THE 1948 PALESTINIAN REFUGEES Part 2 - WHOSE RESPONSIBILITY?
By
Dr. Yuval Arnon-Ohana, HaUmma Quarterly Feb 5, 2001
WHO WERE THE 1948 REFUGEES?
1. 630,000 Palestinians, and 820,000 Jewish refugees, were produced
from the
Arab countries, after 5 Arab Armies attacked Israel.
2. The Jewish refugees - from Muslim countries - were absorbed (590,000
in
Israel), The others went to the U.S In contrast, Palestinian refugees
have
been confined to camps, by Arab and PLO leaders, to use as a propaganda
weapon for Arab dictators.
4. Many Palestinians are descendants of Egyptian, Sudanese, Syrian and
Lebanese migrants, who settled in the current boundaries of Israel
during
1830-1945. Migration by Arab citizens of the Ottoman Empire did not
require
any permit until WW1. Migrant workers were imported by the Ottoman and
(since
1919) by the British authorities for infrastructure projects: The port
of
Haifa, the Haifa-Qantara, Haifa-Edrei, Haifa-Nablus and Jerusalem-Jaffa
railroads, military installations, roads, quarries, reclamation of
wetlands,
etc. Illegal Arab laborers were also attracted by the relative boom,
stimulated by Jewish immigration, which expanded labor-intensive
enterprises
(construction, agriculture, etc.).
5. The (1831-1840) Palestine ruled by Ottoman puppet, Egypt's Mohammed
Ali,
was solidified by thousands of Egyptians settling empty spaces between
Gaza
and Tul-Karem up to the Hula Valley. They followed in the footsteps of
Egyptian draft dodgers, who fled Egypt before 1831. The British
traveler,
H.B. Tristram, identified Egyptian migrants in the Beit-Shean Valley,
Acre,
Hadera, Netanya and Jaffa. The British Palestine Exploration Fund
indicated
that Egyptian neighborhoods proliferated in and around Jaffa: Saknet
el-Mussariya, Abu Kebir, Abu Derwish, Sumeil, Sheikh Muwanis, Salame',
Fejja,
etc. Many of those who fled in 1948 attempted to reunite with their
families
of origin.
6. "30,000-36,000 Syrian migrants (Huranis) entered Palestine during
the last
few months alone" ("La Syrie" daily, August 12, 1934).
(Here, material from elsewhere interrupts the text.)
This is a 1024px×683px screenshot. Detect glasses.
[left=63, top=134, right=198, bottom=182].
Syrian rulers
have
always considered the area as a southern province of Greater Syria.
Az-ed-Din
el-Qassam, the role-model of Hamas terrorism, who terrorized Jews in
British
Mandate, was a Syrian, as were Said el-A'az, a leader of the 1936-38
anti-Jewish pogroms and Kaukji, the commander-in-chief of the Arab
mercenaries terrorizing Jews in the thirties and forties.
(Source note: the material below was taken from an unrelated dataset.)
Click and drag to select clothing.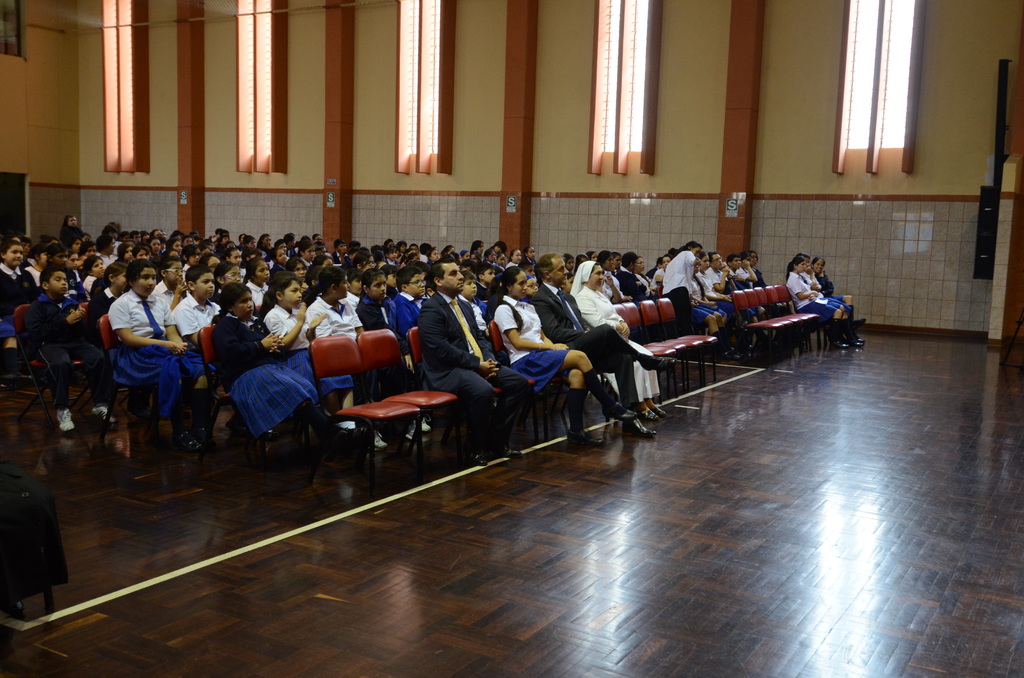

7. Tristram, and other travelers, identified over 15 Arab nationalities
who
settled in Jaffa. Libyan migrants and refugees settled in Gedera, south
of
Tel Aviv. Algerian refugees (Mugrabis), escaping the French conquest of
1830,
settled in Safed, Tiberias and other parts of the Galilee. Their
leader, Abd
el-Kader el-Hasseini, headquartered in Syria! Circassian refugees,
fleeing
Russian oppression (1878), Moslems from Bosnia, Turkomans, Yemenite
Arabs
(1908) and Bedouin tribes from Jordan (escaping wars and famine)
diversified
Arab demography there.
The aforementioned data are contained in the book The Claim Of
Dispossession
(Arieh Avneri, 1982) and by From Time Immemorial (Joan Peters, Harper,
1984).
8. Habib Issa, Secretary General of the Arab League: In 1948, Azzam
Pasha,
the former Secretary General, "assured Arabs that the occupation of
Palestine, including Tel Aviv, would be as simple as a military
promenade...Brotherly advice was given to the Arabs of Palestine to
leave
their land, homes and property, and to stay temporarily in neighboring
fraternal states." (Al-Hoda Lebanese daily, New York, June 8, 1951).